Froebel’s upbringing theory had such major establishments: toys for inventive play (so called ‘gifts and occupations’). “Gifts” were objects with a fixed form such as blocks (Froebel designed a large box of 500 wooden building blocks). Their purpose was to find out the essential thought represented by the object the child played with. Occupations were based on free will and represented things that kids could shape and manipulate such as clay, sand, beads, rope etc. Games, songs and dances were accepted by Froebel as the key for healthy activity and physical development.
Friedrich Froebel also used studying and nurturing plants in a garden for stimulating children’s interest in the nature regulations. Here we can trace the identity with the Montessori school system and Pestalozzian consideration of importance to grow up in harmony with nature. Froebel paid much attention to preparing for further school education by training the infant innate faculties through the complimentary self expression, creativeness, collective involvement, and motor activity. He considered training of all the vivid faculties: artistic, imaginative, linguistic, arithmetical, musical, aesthetic, scientific, physical, social, moral, cultural, and spiritual, complete growth and harmonious development to be even more important than any kind of knowledge.
Froebel’s kindergarten system flourished globally as a didactic movement. Most kindergartens were organized for children of all social classes, ethnic groups and religious believes, Jewish as well as Christian. Froebel’s vision of kindergarten seems to be so familiar and proper, however it was a fresh and revolutionary look on early childhood education in his time.
The first kindergarten was established by Froebel in Bad Blankenburg in 1837. He renamed his Play and Activity Institute to a ‘kindergarten’ two years later in 1840. That Bad Blankenburg Infant school used play, games, songs, stories, and crafts to encourage children’s imagination and widen their physical and motor talents. “Kommt, lasst uns unsern Kindern leben” Come, let us live with our children’ turned into the catchphrase of the early childhood education.
Froebel’s upbringing theory had such major establishments: toys for inventive play (so called ‘gifts and occupations’). “Gifts” were objects with a fixed form such as blocks (Froebel designed a large box of 500 wooden building blocks). Their purpose was to find out the essential thought represented by the object the child played with. Occupations were based on free will and represented things that kids could shape and manipulate such as clay, sand, beads, rope etc.
Games, songs and dances were accepted by Froebel as the key for healthy activity and physical development.
Friedrich Froebel also used studying and nurturing plants in a garden for stimulating children’s interest in the nature regulations. Here we can trace the identity with the Montessori school system and Pestalozzian consideration of importance to grow up in harmony with nature.
Froebel paid much attention to preparing for further school education by training the infant innate faculties through the complimentary self expression, creativeness, collective involvement, and motor activity.
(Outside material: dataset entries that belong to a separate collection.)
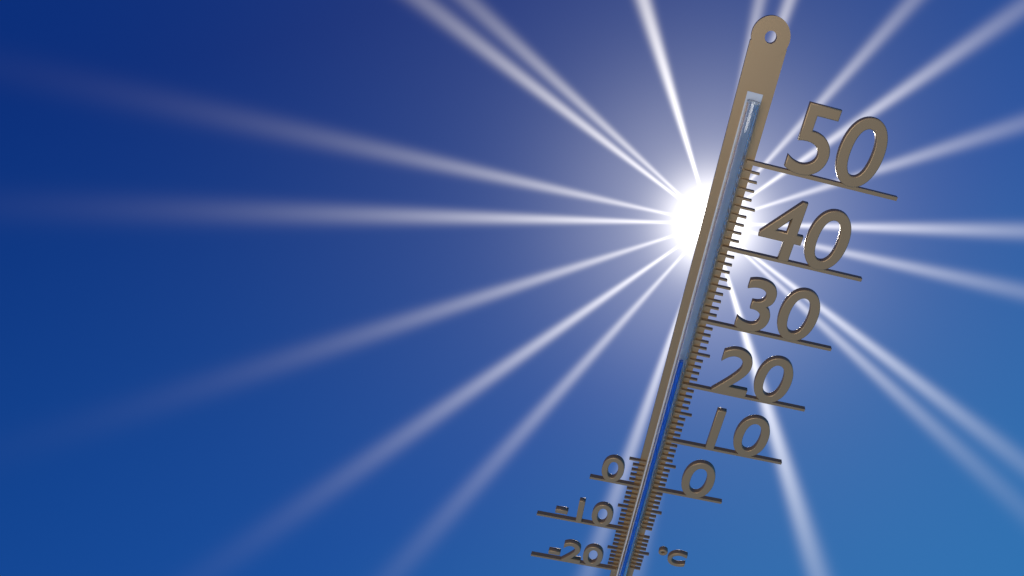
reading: 24 °C
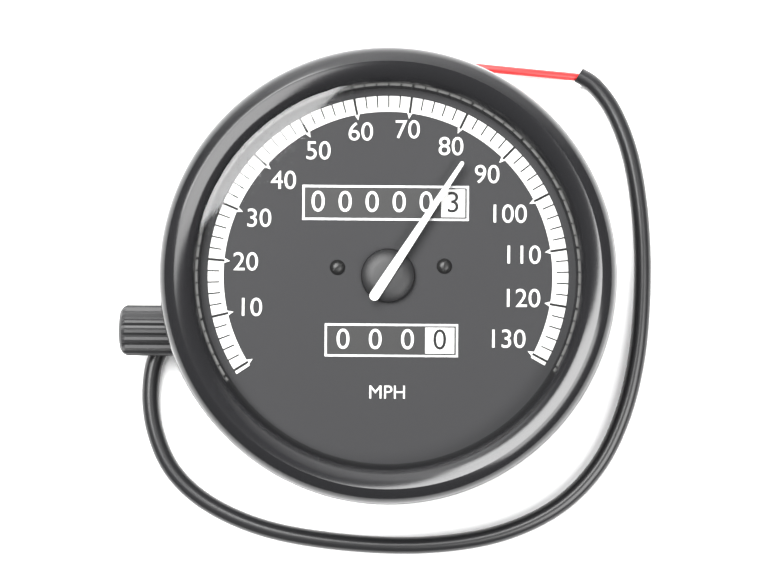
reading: 84 MPH
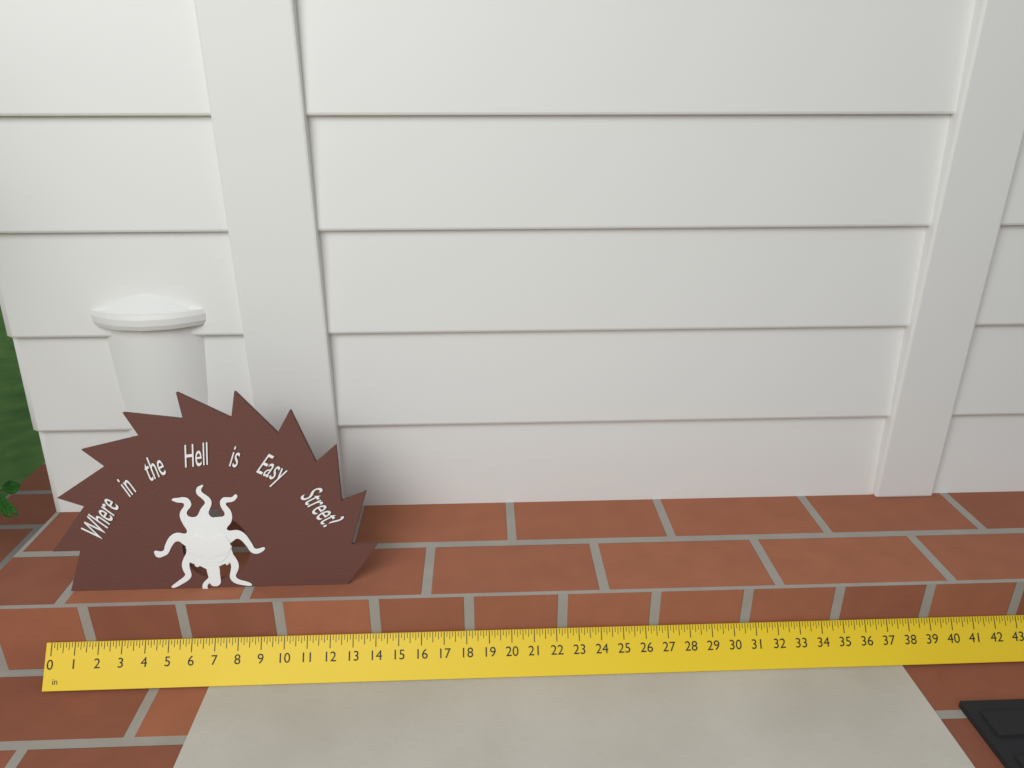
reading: 14.125 in
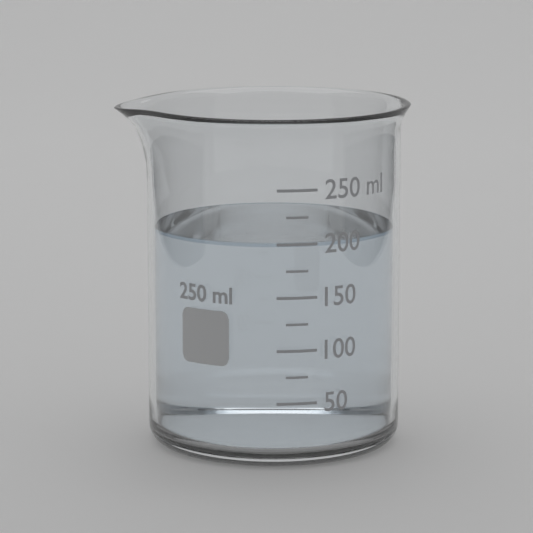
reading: 200 ml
He considered training of all the vivid faculties: artistic, imaginative, linguistic, arithmetical, musical, aesthetic, scientific, physical, social, moral, cultural, and spiritual, complete growth and harmonious development to be even more important than any kind of knowledge.
Froebel’s kindergarten system flourished globally as a didactic movement. Most kindergartens were organized for children of all social classes, ethnic groups and religious believes, Jewish as well as Christian. Froebel’s vision of kindergarten seems to be so familiar and proper, however it was a fresh and revolutionary look on early childhood education in his time.